Now?
I still get the rush, but it seems hollow somehow and has for years. I just hadn’t realized until I was fighting to protect her. The fae say every hunter knows when his time is up and when he should return home with his prize. Is she mine?
Will she want to come to faery with me? Or will she fight me every step, the way she has so far?
“Where are your friends?” I ask the dog.
It sits up and looks at me, tail thumping the ground. What had she done? Whistled. I stand and whistle and call out, “here boy.” The way other people do when they walk their dogs on the trails.
The dog gets up and stands at my side, its tail hits my leg with every full body wag. It looks up at me as if expecting me to do something.
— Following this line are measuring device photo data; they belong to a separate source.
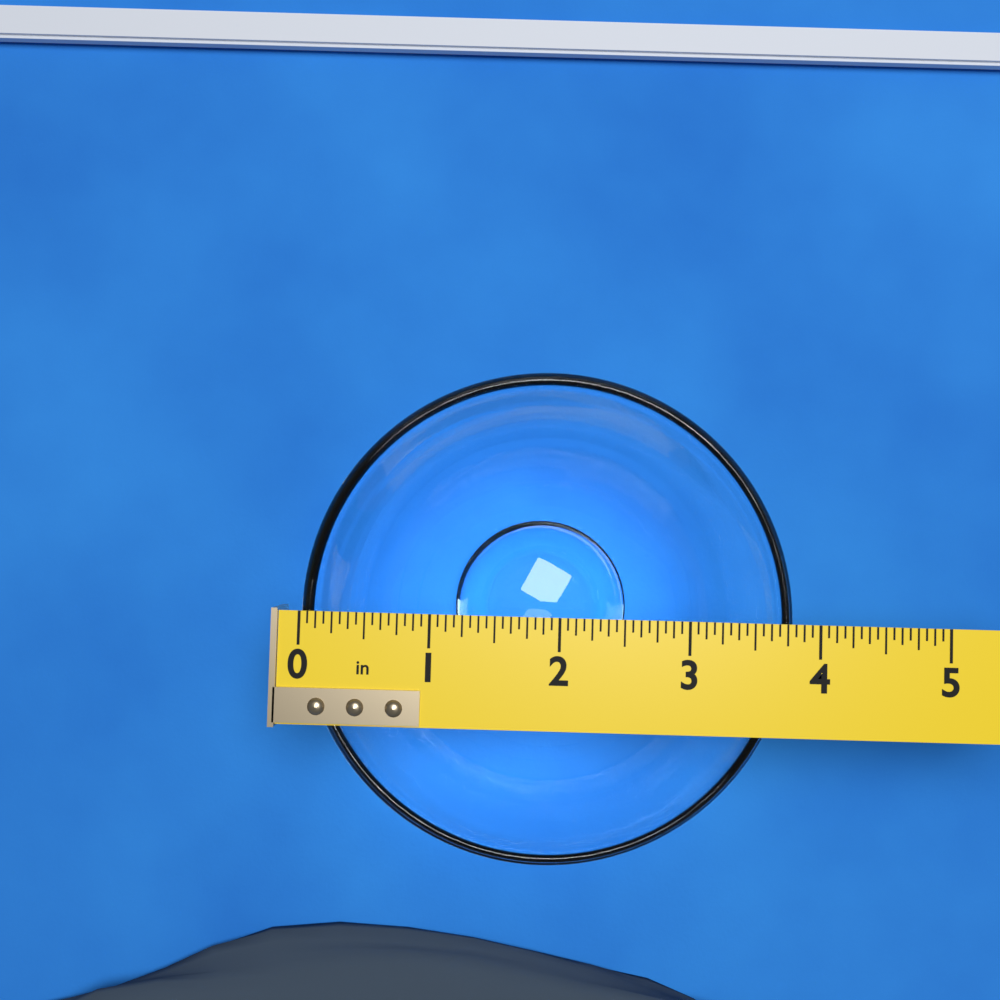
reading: 3.8125 in
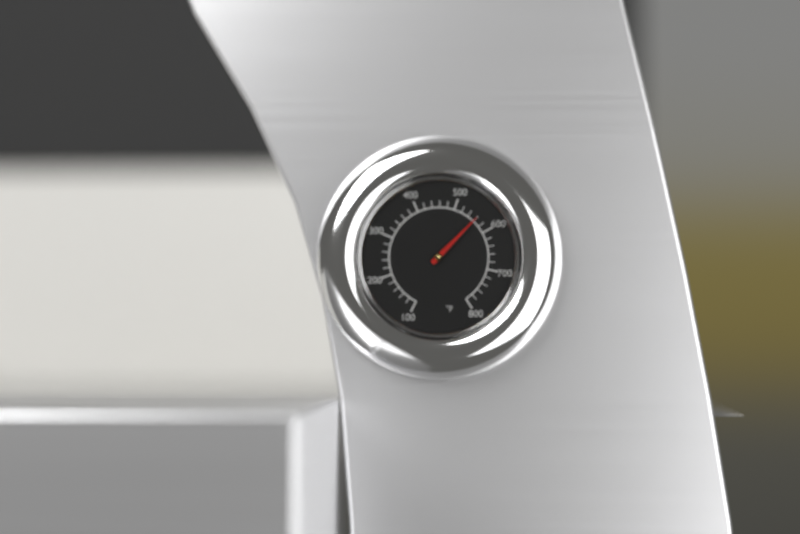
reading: 560 °F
“Go get your friends.” I point at the woods.
I can spin a lie about her chasing the dogs because they got off their leash, or that she tripped and fell. Maybe then she won’t look at me with such fear.
When did I start to care what a human thought of me?
If I didn’t care, I’d have walked away and left her to be found by other humans. The lie that I was worried about what she’d remember was just that. I know the rules. And breaking them and leaving her to ramble about monsters will only cause more drama.
Behind me, she groans as though waking. I close my eyes and hope for a sign. Anything to guide me in what I should do. In all my years of hunting, nothing has prepared me for the day when it is over.
I shouldn’t have given her the sight. I could’ve done things differently. And she would’ve died. And where would that leave me? Doing the same thing I’ve done for over a hundred human years. In my heart I know my hunt is over.
I open my eyes. There is no answer written in the clouds, no whispered hint on the breeze. Only the rules that must be obeyed.
She can’t remain in this world now; she can see all things fae. The male fae like me who were born in faery, the female fae who were born in the human world, and the monsters that slip through. And if the monsters realize they can be seen, they tend to gravitate toward that person. Most feed on fae, needing the magic in our blood, but others feed on human emotions like anger and fear. Both kinds are dangerous. And either kind could kill her if I leave her.
By taking her, I’m saving her. I almost believe it.
I draw my sword enough to slice one fingertip on the side of the blade.
I kneel on one side of her and clasp her hand with my unbloodied one, and my necklace with the other. Blood smears over the metal and stone and wood.
The air leaves my lungs as we crash through realms and land in faery. I drop to my knees as we land, and she jolts awake.
I draw in a breath and hope I can find the words to explain what is going on. “Are you okay? You hit your head.”